Just like there are poor clinicians, there are less effective computer-based CBT programs, Andersson says. That’s why it’s important to make sure you choose a program carefully. First, ask yourself if the nature of your problem is appropriate for computer-based therapy, especially if you’re planning to use it without the assistance of a professional, says Linda Campbell, a professor of counseling psychology at the University of Georgia and co-chair of a Task Force for Telepsychology Guidelines. If you get anxious about taking tests, for example, a computer-based program may work well because it can suggest tangible skills for you to practice, such as sitting in the test room every day and imagining feeling relaxed and confident. In that case, be sure to look for a program that has been studied, requires a diagnostic checkup and offers support from a clinician, Andersson suggests.

If you’re severely depressed, on the other hand, a computer-based program may not suffice. “Depression is rarely in a person’s control,” and so the steps introduced in computer programs alone may not be enough to treat it, Campbell says. What’s more, if someone is suicidal, not having contact with a professional who can monitor him or her can be dangerous, Beck adds. Other potential downfalls to using only computer-based programs for treatment include higher dropout rates and difficulty tracking outcomes. “We want to make sure that people who are engaged in the program do recover,” Beck says.

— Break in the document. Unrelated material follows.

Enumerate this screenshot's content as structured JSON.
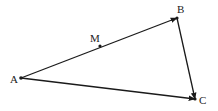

For Strunk and others, an approach that combines computer-based and in-person CBT is the best way to go. “It’s a good adjunct to whatever therapy you’re going through,” Strunk says. Research supports his experience. One meta-analysis from the University of Pennsylvania and the University of Louisville Depression Center, for instance, reviewed 29 studies of computer-assisted CBT and found that people with depression improved more if their program offered telephone or in-person support from a therapist. “Many prefer to see a therapist in person, and for some, it is the other way around,” says Andersson, who was not involved with the study. “But do not forget that in the future we will not be forced to choose. Rather, online and face-to-face will be mixed to get the best of both worlds.”

A combined approach also has benefits for the health care system, says one of the study authors, Dr. Michael Thase, a professor of psychiatry at the University of Pennsylvania Perelman School of Medicine and the Philadelphia Veterans Affairs Medical Center. In a different study of 154 people with major depressive disorder, Thase and his colleagues found that those assigned to a 16-week treatment that included both forms of CBT, rather than only traditional CBT, reduced the time spent with a clinician by one-third — with no difference in outcomes.

Reduced clinician time is something worth cheering for since the ratio of mental health providers to people in the U.S. is 1:790, and less than half of people with a mental health issue report receiving treatment, according to Mental Health America. “There are so many more suffering people than there are therapists,” Thase says. “It’s not a threat [to our profession] — it’s a complement.”